"To have created a show like this from a debut album suggests there will be many more to come."
Walking into the timber interior of the Melbourne Recital Centre, it’s immediately apparent that Martha Marlow boasts a wider demographic fanbase than any other 2021 Australian Music Prize nominee. The Sydney-based singer-songwriter’s album Medicine Man, most of which she plays this evening, is a curiously timeless release, and its lush evocation of seventies-era orchestral folk-pop has found appreciative listeners among entwined young couples and, it would seem, people who bought orchestral folk-pop records in the 1970s.
Tonight’s opening act, a man in his early 40s, walks on stage, picks up a microphone and immediately begins talking about the influence of Camus on his next album, All Of Us. “This first song is called A Collective Destiny,” he says, placing the microphone carefully on the top of a Steinway grand piano and taking a seat before it.
Speaking on behalf of an audience largely unaware that there would be any support act, a woman shouts, “Who are you?” It turns out the man about to bedazzle us with minimalist classical piano for the next thirty minutes, is Luke Howard. Rocking slowly back and forth on the edge of a piano stool, Howard peels out arpeggios and rolling chords in a way that evokes movement in nature, a subtly shifting view from a window and other imagery that likely varies between listeners. It’s beguiling stuff that is probably already leavening Spotify playlists with names like ‘Rainy Afternoon’ and ‘Chill Piano’ and should rightfully be all over a very successful film soundtrack sometime soon.
Keeping the idea of refinement and precision foremost in the mind of the audience, Marlow’s 17-piece orchestra took their places, then her band, all of whom appeared on her album. The next person to grace the stage is iconic composer and conductor Nigel Westlake. Bowing and accepting the applause appropriate for the man who scored the film Babe, Westlake then welcomes Martha Marlow, who is being led by her father, the double bassist and arranger Jonathan Zwartz, to its centre. Resplendent in a white silk dress, she sits on a stool, keeping one foot on the floor, and puts on glasses to read lyrics from a music stand.
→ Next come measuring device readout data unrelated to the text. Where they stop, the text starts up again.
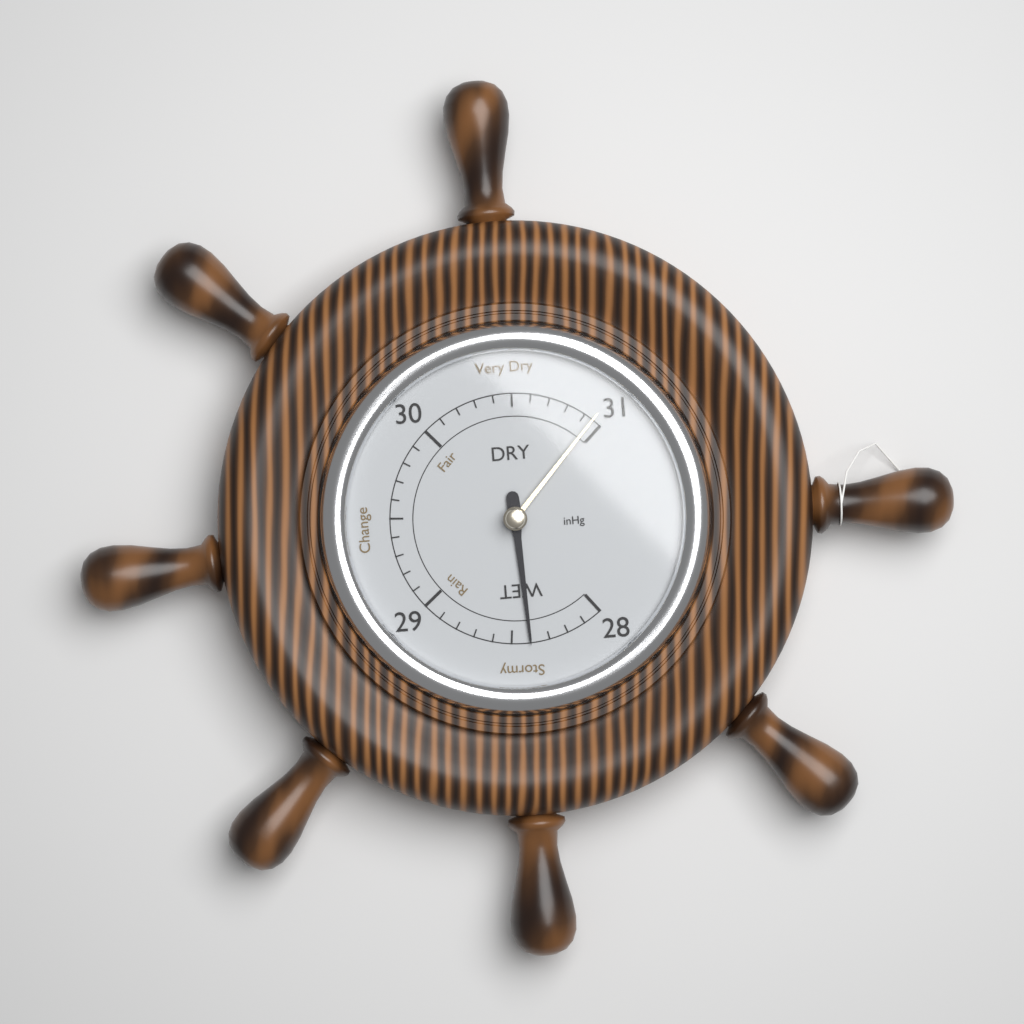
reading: 28.4 inHg
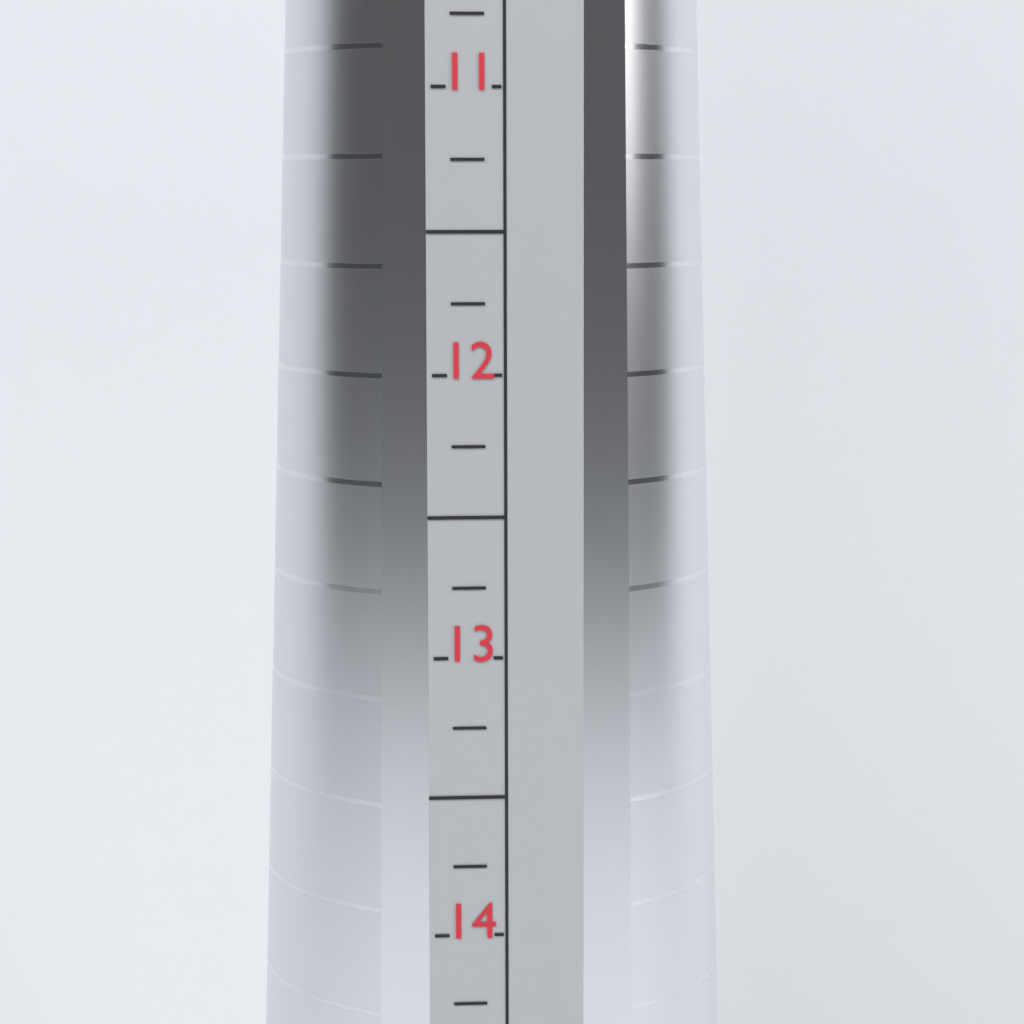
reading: 12.50 (no unit)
“I’d like to begin the show with the first song from my album Medicine Man,” Marlow intones evenly in a voice that is part ASMR hypnotist, part news broadcaster. Most songs are introduced with a reading of a specific poem that influenced or inspired it. The first, All My Days, is preceded by a reading of Mary Oliver’s I Go Down To The Shore and further contextualised by Marlow sharing a story about walking to the beach near her house and how the soul-stirring sight of apricot sunsets over rolling waves inspired the song. Many of these poetry readings meet with equally earnest murmurs of appreciation in the audience and it is quietly astonishing, in 2022, to see a performer so earnestly in love with beauty and so passionate about sharing it without a shred of naivety or irony. And then comes the music.
Perhaps it is due to recent years spent listening to digital reconstructions of acoustic or electronic recordings, but the impact of hearing an orchestra and a band performing is almost shocking. With so much attention paid to the writing, arrangement, performance and the live sound, other music seems temporarily weaker. The sincerity with which Marlow writes and sings is similarly remarkable.
“I called the album Medicine Man because I haven’t been very well, I’m not very well,” she explains by way of introducing the title track, a highlight of the show. “This album is very much an insight into my inner world I take refuge in.” Marlow suffers from an autoimmune disorder that fluctuates in its expression. Tonight it means she is unable to play guitar, but her condition never seems to be a source of weakness. Instead, it seems to charge each action with intent and purpose.
Moving through the album, songs are rendered with a rich fidelity to their recording. Violins shimmer in unison, guitars blend together with a fulsome warmth that anchors her voice in their midst. Unaffected, breathy and floating, plain and striking, it’s a sound that is all the more powerful for not being showy, sinking into the arrangements as another instrument. Songs such as Rain Man (introduced with a reading of TS Eliot’s Rhapsody On A Windy Night) and River Runs Red (inspired by Chinua Achebe’s novel Things Fall Apart) are rife with imagery and sentiments that speak to nurture and support rather than assertions or declarations. They don’t need copious vibrato or to be separated from the song either in the writing, recording or performance to find their strength. It’s a privilege to be able to see them in a venue that allows their detail to be writ large.
Closing with the closest thing she has to an upbeat radio hit I Don’t Want To Grow Up, the revelatory Now I Have You, and What All The Fuss Is About, a song from a forthcoming “novel in song” called Notes From Malcolm Harvey, Marlow seems gloriously at home. The sheer grandeur of her vision, and its realisation, is intoxicating. Marlow leaves the stage to applause, and returns when the song has finished to a standing ovation. To have created a show like this from a debut album suggests there will be many more to come.